HONG KONG, Tuesday (Reuters) - Ministers from around the world gathered in Hong Kong on Tuesday to push forward deadlocked talks on a free trade pact that could boost global economic growth, while protesters took to the streets hoping they would fail.

Thousands of anti-globalisation protesters were expected to march through the heavily policed streets of this territory - which ironically owes much of its prosperity to international commerce - as the World Trade Organisation (WTO) talks opened.

About 50 South Korean farmers and fishermen made an early start in the island's Victoria Park, warning against cuts in subsidies and import tariffs that could expose their long-protected industries to global competition.

Wearing jackets that read "No drastic tariffs cuts", they pumped their fists into the air and shouted "Protect Korean agriculture groups!"

The protesters shared the park with elderly people doing Chinese tai chi morning exercises and joggers, but police officers stood at a distance.

South Korea's farmers are among the most militant anti-trade activists in Asia and have a reputation for violence. But Hong Kong has put some 9,000 police officers, roughly one-third of its force, on duty to avoid a repeat of the violence that marred previous trade meetings in Cancun and Seattle.
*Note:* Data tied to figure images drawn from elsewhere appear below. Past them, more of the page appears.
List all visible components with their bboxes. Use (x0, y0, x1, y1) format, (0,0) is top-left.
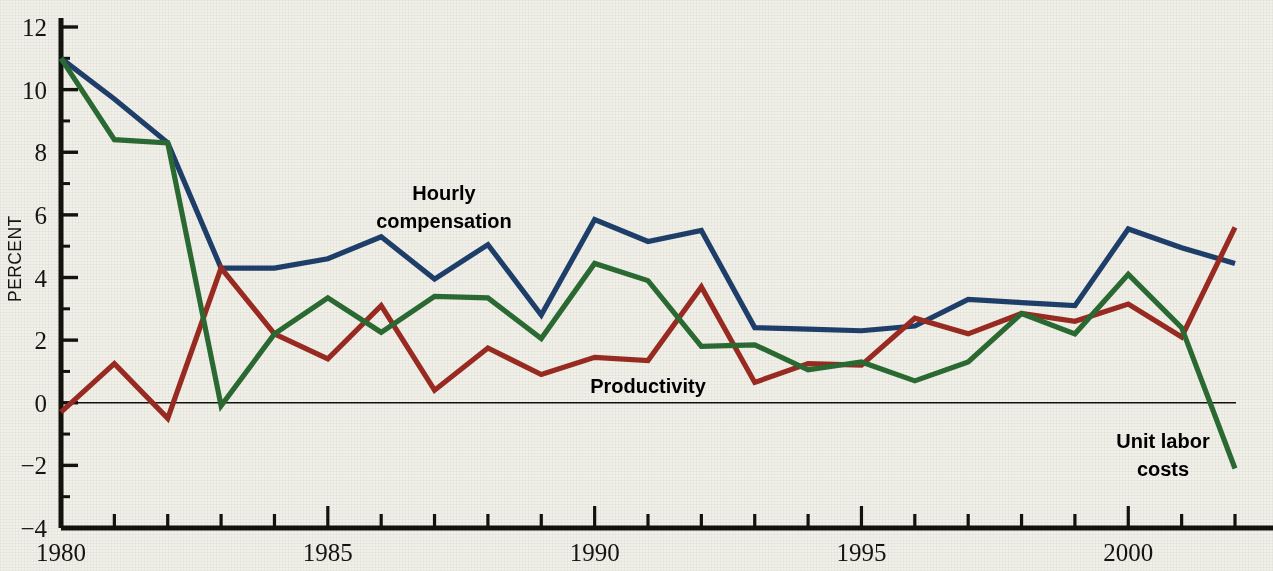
chart-container: 121086420−2−419801985199019952000PERCENT… (0, 0, 1273, 571)
y-tick-label: 0 (35, 390, 48, 417)
y-tick-label: 6 (35, 202, 48, 229)
data-series (61, 58, 1235, 468)
y-tick-label: 10 (22, 77, 47, 104)
label-productivity: Productivity (590, 375, 706, 397)
label-unit-labor-costs-line2: costs (1137, 458, 1189, 480)
y-tick-label: 8 (35, 139, 48, 166)
y-tick-label: 12 (22, 14, 47, 41)
x-tick-label: 1980 (36, 539, 86, 566)
series-line-unit-labor-costs (61, 58, 1235, 468)
axes (61, 18, 1273, 528)
y-tick-label: −4 (20, 515, 47, 542)
tick-labels: 121086420−2−419801985199019952000PERCENT (5, 14, 1153, 566)
x-tick-label: 2000 (1103, 539, 1153, 566)
y-tick-label: −2 (20, 452, 47, 479)
x-tick-label: 1985 (303, 539, 353, 566)
label-hourly-compensation-line2: compensation (376, 210, 512, 232)
label-unit-labor-costs-line1: Unit labor (1116, 430, 1210, 452)
y-axis-title: PERCENT (5, 216, 25, 302)
label-hourly-compensation-line1: Hourly (412, 182, 476, 204)
x-tick-label: 1995 (836, 539, 886, 566)
x-tick-label: 1990 (570, 539, 620, 566)
y-tick-label: 4 (35, 265, 48, 292)
line-chart-plot: 121086420−2−419801985199019952000PERCENT… (0, 0, 1273, 571)
y-tick-label: 2 (35, 327, 48, 354)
The Hong Kong meeting had originally been billed as the last hurdle before an agreement on the Doha trade round, which in theory could lift millions of people out of poverty and inject new zest into the global economy.

The nearly 150 countries of the WTO still hope to reach a final deal by the end of 2006. But, bitterly divided over how far to open their farm, services and factory goods markets to more trade, they gave up weeks ago hopes for a blueprint in Hong Kong.

The European Union has faced intense pressure to make deeper cuts in agriculture tariffs than the average 39 percent it has offered. But it has refused to budge without balancing pledges from developing states to open their markets to industrial goods.

French Trade Minister Christine Lagarde, whose country is often depicted as the villain of the piece, sought on her arrival in Hong Kong to lay the blame at the door of poorer nations.

"It is time that the EU's main partners stopped hiding their game and expressed clearly their wish to succeed in Hong Kong," she said in a statement. "I call on emerging countries to engage in discussions on industrial products and services."

EU Trade Commissioner Peter Mandelson also tried to move the spotlight away from Europe's long-protected farmers, telling French LCI television on the eve of the talks: "We can't have an agreement simply by putting agriculture on the table".

He said the meeting would not be conclusive but it would "allow us to move forward", and indeed major trading powers arrived in Hong Kong promising to help poorest nations win a bigger slice of world trade.

Egyptian Trade Minister Rachid Mohammed Rachid, chairman of the WTO's Africa Group, was due to tell the conference that there could be no real progress in Hong Kong unless development took centre-stage in all negotiations.

"Development cannot be deferred ... to the last meeting at the end of the round. Leave development to the end and you risk another Cancun," he said in a statement, referring to the acrimonious breakdown of Doha round talks in 2003.

He said that rich nations are too focused on market access as the key to overcoming poverty through trade, but what developing nations need most is help in building their capacity to trade.

Japan announced ahead of the talks that it would provide $10 billion in trade-related aid to least-developed countries, and the EU has called on all industrial nations to offer unrestricted access to products from the world's poorest.

"Japan's proposals are similar to those proposed by the European countries ... that a package of measures for development be adopted right here in Hong Kong," Lagarde said.